April 14, 1993
Twenty Gorham High School students are learning what life is like with poor vision and arthritic hands. They get those lessons weekly while visiting elderly residents at Gorham House, a retirement community in the village. The encounters are part of a school course on aging. The students have access to virtually all of the residents, including those who are disabled. As part of the course, students simulate disabilities that come with old age. They sit in wheelchairs and have their fingers splinted to experience the effects of arthritis. They also wear glasses smeared with Vaseline to simulate poor eyesight.
Westbrook’s net city expenses have grown more slowly than the consumer price index since 1990, Peter Eckel, administrative assistant to Mayor Fred C. Wescott, told the City Council Monday. He didn’t make the point, but his comparison covers the years when Wescott has been mayor. He said the net city budget grew 9.5 percent while the price index for this area was going up to 15 percent. The net city budget is what has to be raised by the property tax for city, not school, services.
The Cumberland Country Training Resource Center is offering to pay the minimum wage for up to 35 hours a week and up to seven weeks for youth who work on Westbrook school projects, July 6-Aug. 20. The program is for disadvantaged youth in the community ages 14-21. The School Committee is to consider whether to apply for the jobs, and how many to ask for, when it meets tonight.
Rene J. Daniel, a former educator in the Westbrook school system, has opened a new store called P.E.C.S., at 99B Larrabee Road in Westbrook. The business specializes in providing educational materials for teachers, parents and students. The store’s field representative is Leanne Eaton, who taught in the Westbrook system 28 years.
With state and local approval, construction on a new Gorham middle school could start within two years. The Gorham Town Council last week unanimously agreed that the school system should ask the state Board of Education for permission and partial funding for a new school to replace the Charles C. Shaw School. The procedure for applying for state approval includes state site inspections, public hearings and finally a voter referendum.
Kim Fasulo and children Josh and Katie were honored April 4 with a surprise housewarming at their new Mallison Street home in Gorham. The party had to be rescheduled twice. The first date was snowed out and the second canceled because the Shaw Junior High School Odyssey of the Mind team competition at Orono that Josh took part in. It finally was a complete surprise on “Third Try Sunday.”

This old school was built in 1850 on Main St. near the site of the Old High School which has recently been converted into the Presumpscot Commons Elderly Housing. This school served as a grammar school for 23 years and as a high school for 13 years before being moved to East Valentine St. in 1886 to make way for a new high school on Main St.
This building continued as a high school until the new high school opened again in 1887 and once again became a grammar school serving as such into the late 1960s. The building is now an apartment house.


In your copy of the listing below, reproduce each word exactly and include no pictures.

◆ AVAILABLE DATA:
--*--

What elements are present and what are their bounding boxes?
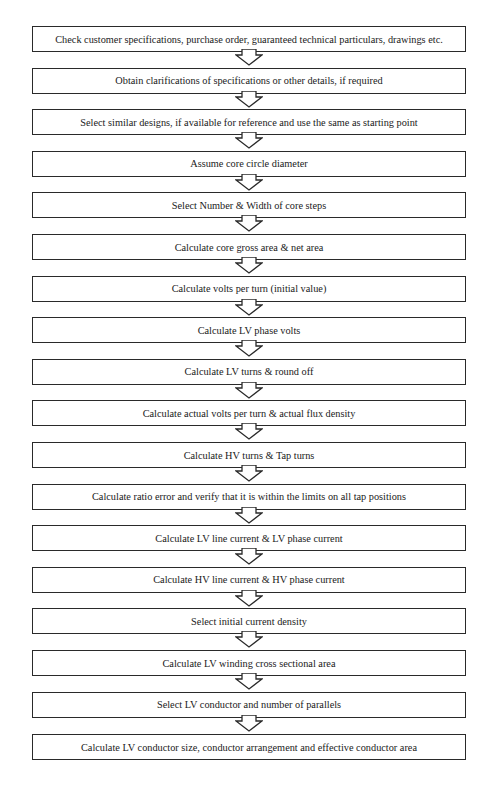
down-arrow-icon [235,215,263,232]
step-label: Calculate volts per turn (initial value) [172,283,327,294]
down-arrow-icon [235,423,263,440]
step-label: Obtain clarifications of specifications … [115,75,382,86]
down-arrow-icon [235,91,263,108]
down-arrow-icon [235,382,263,399]
down-arrow-icon [235,715,263,732]
step-lv-conductor-size-arrangement: Calculate LV conductor size, conductor a… [32,734,466,760]
step-label: Calculate HV line current & HV phase cur… [153,574,344,585]
down-arrow-icon [235,174,263,191]
down-arrow-icon [235,299,263,316]
step-label: Calculate LV phase volts [198,325,301,336]
down-arrow-icon [235,590,263,607]
step-label: Calculate actual volts per turn & actual… [143,408,356,419]
step-label: Calculate ratio error and verify that it… [92,491,406,502]
step-label: Assume core circle diameter [190,158,308,169]
down-arrow-icon [235,49,263,66]
step-label: Select initial current density [191,616,307,627]
down-arrow-icon [235,507,263,524]
step-label: Check customer specifications, purchase … [55,34,443,45]
down-arrow-icon [235,257,263,274]
step-label: Calculate LV winding cross sectional are… [163,658,336,669]
step-label: Select similar designs, if available for… [80,117,417,128]
down-arrow-icon [235,631,263,648]
step-label: Calculate core gross area & net area [175,242,324,253]
step-label: Calculate LV line current & LV phase cur… [155,533,342,544]
down-arrow-icon [235,465,263,482]
step-label: Calculate LV turns & round off [185,366,314,377]
down-arrow-icon [235,132,263,149]
down-arrow-icon [235,673,263,690]
step-label: Select LV conductor and number of parall… [157,699,341,710]
down-arrow-icon [235,340,263,357]
step-label: Select Number & Width of core steps [172,200,326,211]
step-label: Calculate LV conductor size, conductor a… [81,742,417,753]
down-arrow-icon [235,548,263,565]
step-label: Calculate HV turns & Tap turns [184,450,315,461]
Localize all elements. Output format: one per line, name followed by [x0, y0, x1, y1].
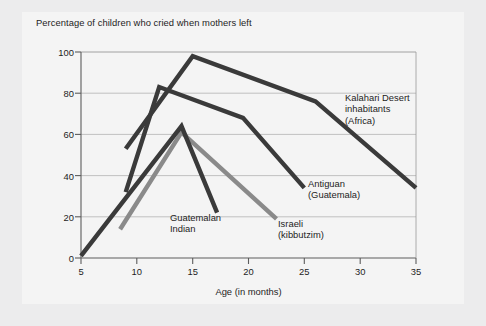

--*--

◆ EXERCISE ANSWER:
What elements are present and what are their bounding boxes?
down-arrow-icon [235,215,263,232]
step-label: Calculate volts per turn (initial value) [172,283,327,294]
down-arrow-icon [235,423,263,440]
step-label: Obtain clarifications of specifications … [115,75,382,86]
down-arrow-icon [235,91,263,108]
down-arrow-icon [235,382,263,399]
down-arrow-icon [235,715,263,732]
step-lv-conductor-size-arrangement: Calculate LV conductor size, conductor a… [32,734,466,760]
step-label: Calculate HV line current & HV phase cur… [153,574,344,585]
down-arrow-icon [235,174,263,191]
down-arrow-icon [235,299,263,316]
step-label: Calculate LV phase volts [198,325,301,336]
down-arrow-icon [235,590,263,607]
step-label: Calculate actual volts per turn & actual… [143,408,356,419]
step-label: Calculate ratio error and verify that it… [92,491,406,502]
step-label: Assume core circle diameter [190,158,308,169]
down-arrow-icon [235,49,263,66]
step-label: Select initial current density [191,616,307,627]
down-arrow-icon [235,507,263,524]
step-label: Check customer specifications, purchase … [55,34,443,45]
down-arrow-icon [235,257,263,274]
step-label: Calculate LV winding cross sectional are… [163,658,336,669]
step-label: Select similar designs, if available for… [80,117,417,128]
down-arrow-icon [235,631,263,648]
step-label: Calculate core gross area & net area [175,242,324,253]
step-label: Calculate LV line current & LV phase cur… [155,533,342,544]
down-arrow-icon [235,465,263,482]
step-label: Calculate LV turns & round off [185,366,314,377]
down-arrow-icon [235,132,263,149]
down-arrow-icon [235,673,263,690]
step-label: Select LV conductor and number of parall… [157,699,341,710]
down-arrow-icon [235,340,263,357]
step-label: Select Number & Width of core steps [172,200,326,211]
step-label: Calculate LV conductor size, conductor a… [81,742,417,753]
down-arrow-icon [235,548,263,565]
step-label: Calculate HV turns & Tap turns [184,450,315,461]
Localize all elements. Output format: one per line, name followed by [x0, y0, x1, y1].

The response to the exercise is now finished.